Patreon is a subscription-based membership platform that connects content creators with their fans, known as "patrons," enabling recurring financial support in exchange for exclusive content, rewards, and community access.[1][2][4] It serves independent creators across disciplines like music, podcasting, writing, art, and comedy, solving the problem of unstable revenue from ads, one-time crowdfunding, or streaming by providing sustainable, predictable income streams.[1][2][5] Patreon's mission is to "fund the creative class," allowing creators to focus on their work and build direct relationships with supporters, with over 100,000 monthly active creators and $300 million in creator earnings in 2018 alone, demonstrating strong growth momentum.[2][6]

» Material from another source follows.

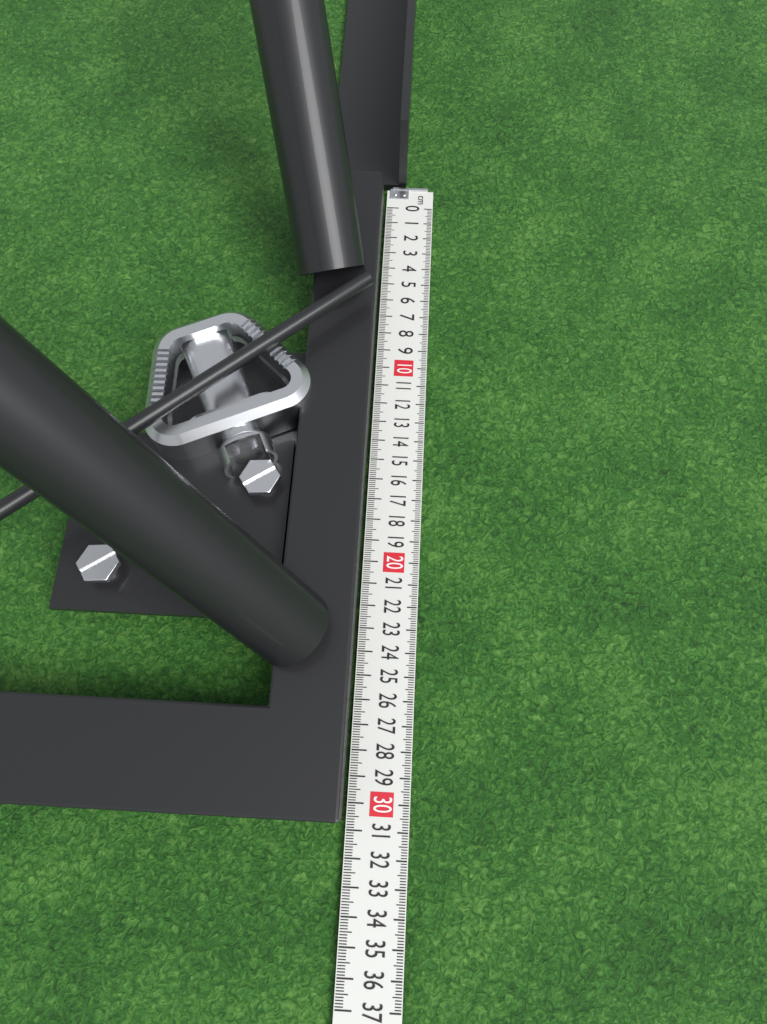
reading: 30.7 cm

Patreon was founded in 2013 by Jack Conte, a Stanford-educated musician from the band Pomplamoose, and Sam Yam, his college roommate and co-founder.[1][2][3] Conte's frustration stemmed from meager YouTube ad revenue despite a growing audience—his income plummeted from thousands monthly to fractions amid shifts from iTunes sales to streaming—prompting him to ideate Patreon in February 2013 for direct fan support.[3][5] After pitching Yam on March 6, 2013 (post-Yam's unrelated startup launch), they launched a beta in May, raised $2.1 million by 2014 from investors like Alexis Ohanian and Y Combinator, and hired key early talent like Tyler Palmer as first employee to scale operations.[2][3] Early traction came from musicians and podcasters embracing the recurring model over unpredictable ads, leading to over $1 billion in creator payouts by 2019.[1][2]

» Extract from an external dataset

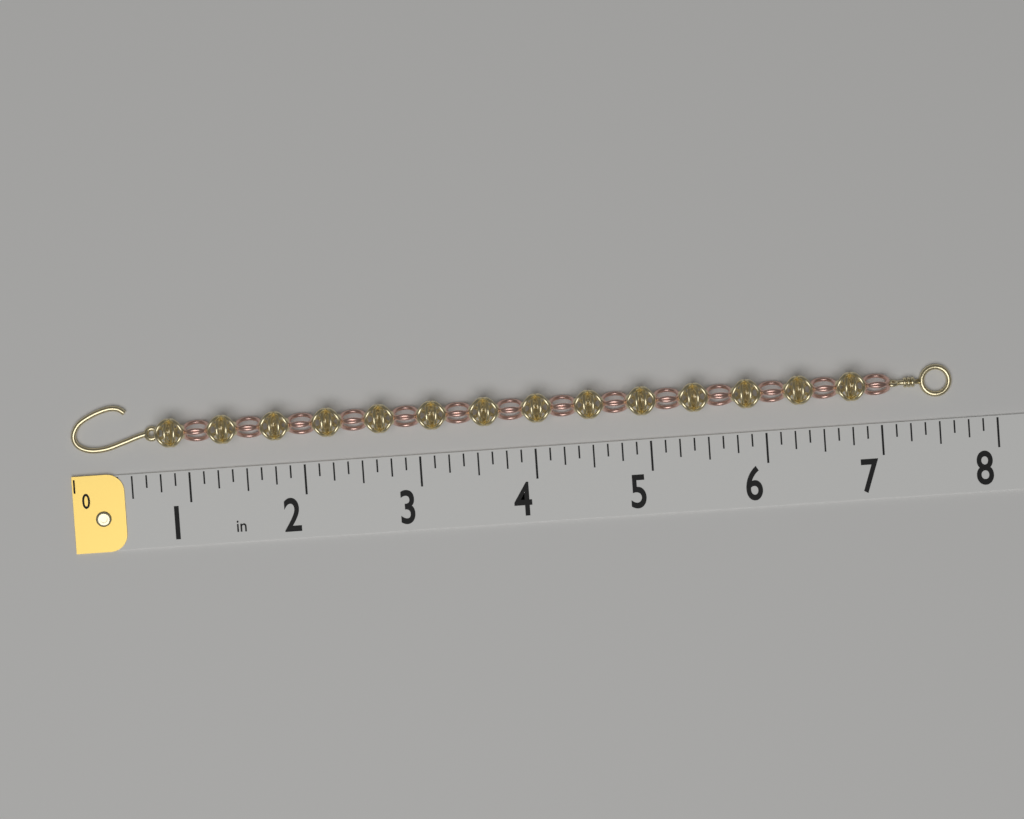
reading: 7.625 in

Patreon rides the creator economy wave, fueled by the democratization of content creation via YouTube, TikTok, and social platforms, where traditional revenue like ads and streaming fails independent artists amid market saturation.[1][5] Timing aligns with post-2010 shifts from one-time sales to subscriptions, capitalizing on fans' willingness to pay directly for value, especially as ad dollars concentrate among top creators.[3][5] Favorable forces include rising demand for authentic, niche content and tools empowering "emerging creative class" monetization, influencing the ecosystem by normalizing patronage—over $1 billion paid out by 2019—and inspiring competitors while sustaining arts without intermediaries.[2][6] It amplifies diverse voices, from musicians to podcasters, reshaping how culture funds itself in a gig-economy tech paradigm.[1][7]
Patreon is poised to deepen its creator tools amid AI-driven content booms and Web3 experiments in ownership, potentially expanding into business subscriptions or global markets to sustain growth beyond $1 billion payouts.[2][4] Trends like short-form video proliferation and fan economies will shape it, with challenges from platform fees or rivals testing resilience, but its private status under CEO Jack Conte positions it for strategic evolution—perhaps acquisitions or IPO. As the pioneer enabling creators to "focus on their craft," Patreon's trajectory reinforces direct support as the internet's new patronage icon, funding creativity at scale.[1][6]
Patreon has raised $416.0M across 7 funding rounds. Most recently, it raised $160.0M Series F in April 2021.